Names

Every programming language needs a way to name things like functions and variables, and every programming language has a slightly different set of rules for what characters may be used in names.

In RZSQL, the main rules are as follows:

  • The initial character must be either an underscore or an alphabet character (A through Z, no Unicode nonsense here).

  • The following characters, if any, may also be numeric (0 through 9) or dollar signs.

Names that break these rules are permitted as long as they are quoted. RZSQL supports the quoting syntaxes of most major SQL databases, using backticks, brackets, or double quotes to wrap names.

name

_ alpha _ alpha numeric $ [ anything-but-] ]] ] ` anything-but-` `` ` " anything-but-" "" "

Regardless of which name syntax you use in your RZSQL source code, the compiled code will quote all names using the syntax native to your chosen database backend. For example, if your rzsql.json uses the "tsql" backend, all names in your source will end up wrapped in [brackets].

Object names

An object name is the name of a table, view, or index.

Object names are the same as other kinds of names, but can be qualified with a schema name, as in temp.MyTable. Currently RZSQL does not support schema creation statements, so the only possible schema names are the built-in main and temp.

object-name

namename . namename

Column names

Much as table names can be qualified by schema names, column names used in expressions can be qualified by table names.

Since table names are object names, this means that a column could include 3 dot-separated parts: schema.table.column. However, in practice usually the table name is just a short alias defined within the FROM clause of a select statement.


INSTRUCTIONS FOR THE TASK
Write out again the lines from the line with "Identify the location of summary: YubiKey." up to and including the line with "Identify the location of div: FROM.", exactly as they stand below, and skip any picture.
········
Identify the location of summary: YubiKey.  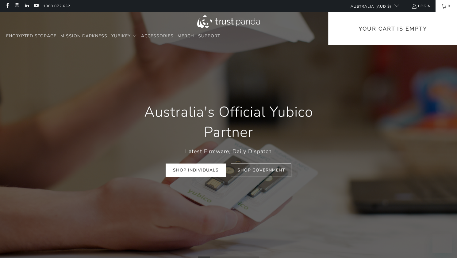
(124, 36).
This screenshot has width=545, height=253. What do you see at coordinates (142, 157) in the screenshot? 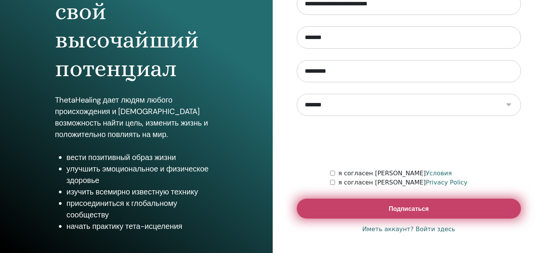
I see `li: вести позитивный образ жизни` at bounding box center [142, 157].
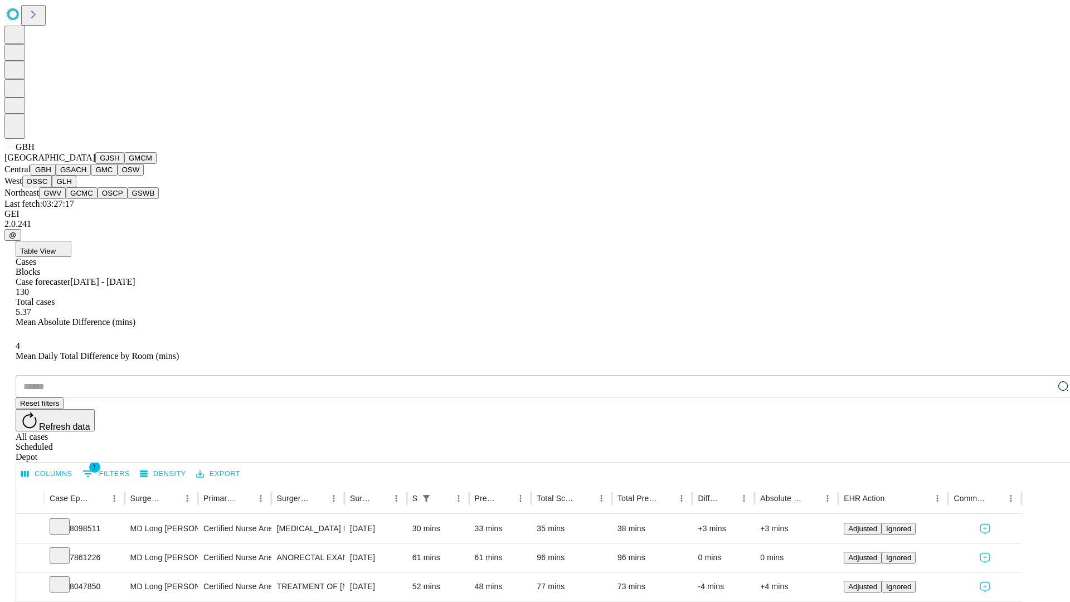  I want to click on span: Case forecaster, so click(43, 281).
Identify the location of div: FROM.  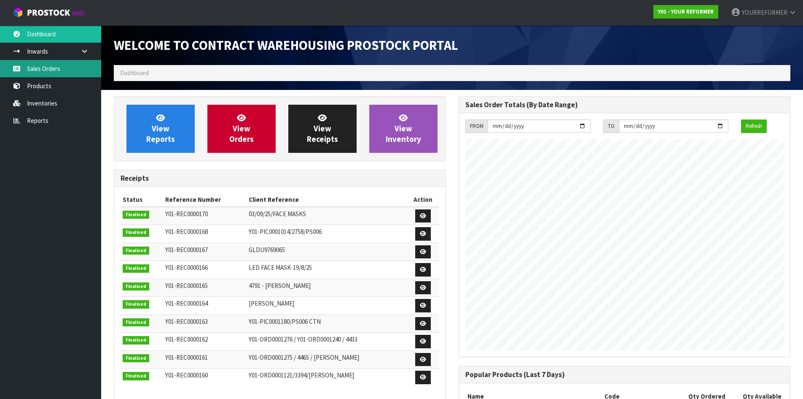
········
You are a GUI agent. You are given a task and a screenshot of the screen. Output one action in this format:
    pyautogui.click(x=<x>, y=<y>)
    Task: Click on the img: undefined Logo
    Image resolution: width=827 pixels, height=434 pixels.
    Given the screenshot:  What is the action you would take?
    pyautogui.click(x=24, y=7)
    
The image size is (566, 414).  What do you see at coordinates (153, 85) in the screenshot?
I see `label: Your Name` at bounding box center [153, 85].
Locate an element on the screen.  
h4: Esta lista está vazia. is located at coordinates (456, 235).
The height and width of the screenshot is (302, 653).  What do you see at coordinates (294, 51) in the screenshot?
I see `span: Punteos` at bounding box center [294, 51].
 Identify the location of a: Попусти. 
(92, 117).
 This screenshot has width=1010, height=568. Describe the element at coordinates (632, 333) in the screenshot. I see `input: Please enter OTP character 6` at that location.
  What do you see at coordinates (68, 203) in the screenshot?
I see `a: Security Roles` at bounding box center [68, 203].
········
EXERCISE ANSWER
Identify the location of summary: YubiKey.  
(124, 36).
This screenshot has width=545, height=253. What do you see at coordinates (142, 157) in the screenshot? 
I see `li: вести позитивный образ жизни` at bounding box center [142, 157].
  I want to click on span: Case forecaster, so click(43, 281).
Identify the location of div: FROM.  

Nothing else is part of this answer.